The Cross: Into the Ultimate Darkness

[Note: This is Part 6 of a 7-part series on walking with Jesus from temptation to triumph.]

The Cry That Changed Everything

“My God, my God, why have you forsaken me?”

Darkness covered the land. For three hours, from noon until three in the afternoon, the sun refused to shine. And out of that darkness came a cry—not a whisper, but a loud voice tearing through the silence.

The Son who had lived in perfect communion with the Father from eternity past—this Son cried out in abandonment.

This was not theater. Something cosmic was happening. To understand why Jesus cried out, we must grasp what was actually taking place in that darkness.

The Three Hours of Darkness

Darkness at noon. The sun itself hid its face.

This wasn’t a natural eclipse—the timing rules that out, and Passover falls during a full moon when solar eclipses are impossible. This was supernatural darkness. Creation itself recoiled from what was happening.

In Scripture, darkness signals divine judgment. The darkness over Golgotha was a sign: this was no ordinary execution. Divine judgment was falling—not on the world, but on the One who hung there in our place.

Why Jesus Was Forsaken

Why did the Father forsake the Son?

“God made him who had no sin to be sin for us, so that in him we might become the righteousness of God” (2 Cor. 5:21).

On the cross, Jesus became sin. Not a sinner—He never sinned. But sin itself was placed on Him. All of it. Yours and mine. And God’s righteous wrath against sin—the wrath we deserved—fell on Him.

The Father didn’t forsake Jesus arbitrarily. He forsook Him because Jesus was bearing what the Father must by nature condemn. The holy God cannot embrace sin. And Jesus had become the sin-bearer.

This is why Jesus cried out. Not physical pain—though that was real. Divine abandonment. For the first and only time in eternal history, the Trinity experienced fracture.

Jesus experienced hell so we would never have to.

The Great Exchange

Here is the heart of the gospel: exchange.

He took what we deserved. We receive what He deserved.

Isaiah saw it centuries before: “He was pierced for our transgressions; he was crushed for our iniquities; upon him was the chastisement that brought us peace” (Isa. 53:5).

The exchange is total. Our sin became His. His righteousness becomes ours. Our punishment fell on Him. His standing before the Father is credited to us.

This is not a transaction we earn. It’s a gift we receive by faith.

It Is Finished

John records Jesus’ final word: “Tetelestai”—”It is finished” (John 19:30).

This is not “I am finished”—the moan of a defeated man. It’s “It is accomplished”—the declaration of a victor. The penalty for sin was paid. The power of death was broken. The way to God was opened.

Nothing remains to be added. We don’t complete what Jesus started. We receive what He finished.

The Torn Curtain

At Jesus’ death, the curtain of the temple tore from top to bottom—not from human hands below but from divine action above. God Himself ripped open the barrier. Access was granted. The way into His presence, closed since Eden, was thrown open.

Because of the cross, we can “draw near to the throne of grace with confidence” (Heb. 4:16). Not cowering. Not uncertain. Confident—because Jesus opened the way with His blood.

What the Cross Reveals

The cross reveals the seriousness of sin. This is what our rebellion costs.

The cross reveals the depth of love. “God shows his love for us in that while we were still sinners, Christ died for us” (Rom. 5:8).

Hold both truths together. Sin is worse than we thought. Love is deeper than we imagined.

Application Points

  • Meditate on what Jesus endured for you. Not generic humanity—you. The Father forsook His Son so He would never forsake you.
  • Let the cross expose both sin and love. Don’t rush past the darkness. Let the weight of what happened shape how you see your sin and God’s love.
  • Rest in “It is finished.” Stop trying to add to Christ’s work. The work is complete. Receive it.
  • Draw near with confidence. The curtain is torn. You don’t have to clean up first. Come now, as you are.

Reflection Questions

  • What does Jesus’ cry of abandonment tell you about what He endured in your place?
  • How should the cross shape how you view your own sin? How should it shape how you view God’s love?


▶ _Work item_
Search the records for the word "axis" and pick out every line that has it.

Segment Start: Source records

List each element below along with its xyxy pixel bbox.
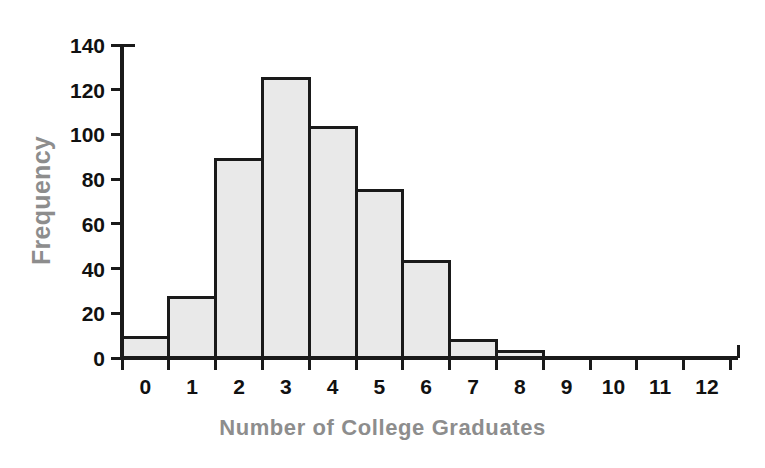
histogram-bar xyxy=(450,340,497,358)
x-tick-label: 0 xyxy=(140,375,152,398)
histogram-bar xyxy=(216,159,263,358)
histogram-bar xyxy=(356,190,403,358)
y-tick-label: 100 xyxy=(70,123,105,146)
y-tick-label: 60 xyxy=(82,213,105,236)
plot-area: 020406080100120140 0123456789101112 xyxy=(0,0,765,468)
x-tick-label: 3 xyxy=(280,375,292,398)
x-tick-label: 10 xyxy=(602,375,625,398)
y-tick-label: 120 xyxy=(70,79,105,102)
histogram-chart: Frequency 020406080100120140 01234567891… xyxy=(0,0,765,468)
x-tick-label: 12 xyxy=(695,375,718,398)
histogram-bar xyxy=(309,128,356,358)
histogram-bar xyxy=(403,262,450,358)
x-tick-label: 6 xyxy=(420,375,432,398)
histogram-bar xyxy=(262,79,309,358)
x-axis-title: Number of College Graduates xyxy=(0,415,765,441)
x-tick-label: 2 xyxy=(233,375,245,398)
x-axis-ticks: 0123456789101112 xyxy=(122,358,730,398)
y-tick-label: 0 xyxy=(93,347,105,370)
x-tick-label: 1 xyxy=(186,375,198,398)
histogram-bar xyxy=(122,338,169,358)
x-tick-label: 4 xyxy=(327,375,339,398)
x-tick-label: 8 xyxy=(514,375,526,398)
x-tick-label: 11 xyxy=(649,375,672,398)
x-tick-label: 5 xyxy=(374,375,386,398)
y-axis-ticks: 020406080100120140 xyxy=(70,34,122,370)
x-tick-label: 7 xyxy=(467,375,479,398)
x-tick-label: 9 xyxy=(561,375,573,398)
histogram-bar xyxy=(169,298,216,358)
y-tick-label: 40 xyxy=(82,258,105,281)
y-tick-label: 80 xyxy=(82,168,105,191)
y-tick-label: 20 xyxy=(82,302,105,325)
bars-group xyxy=(122,79,543,358)
y-tick-label: 140 xyxy=(70,34,105,57)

Segment End: Source records

▶ _Completed exercise_
x-axis-title: Number of College Graduates xyxy=(0,415,765,441)
x-axis-ticks: 0123456789101112 xyxy=(122,358,730,398)
y-axis-ticks: 020406080100120140 xyxy=(70,34,122,370)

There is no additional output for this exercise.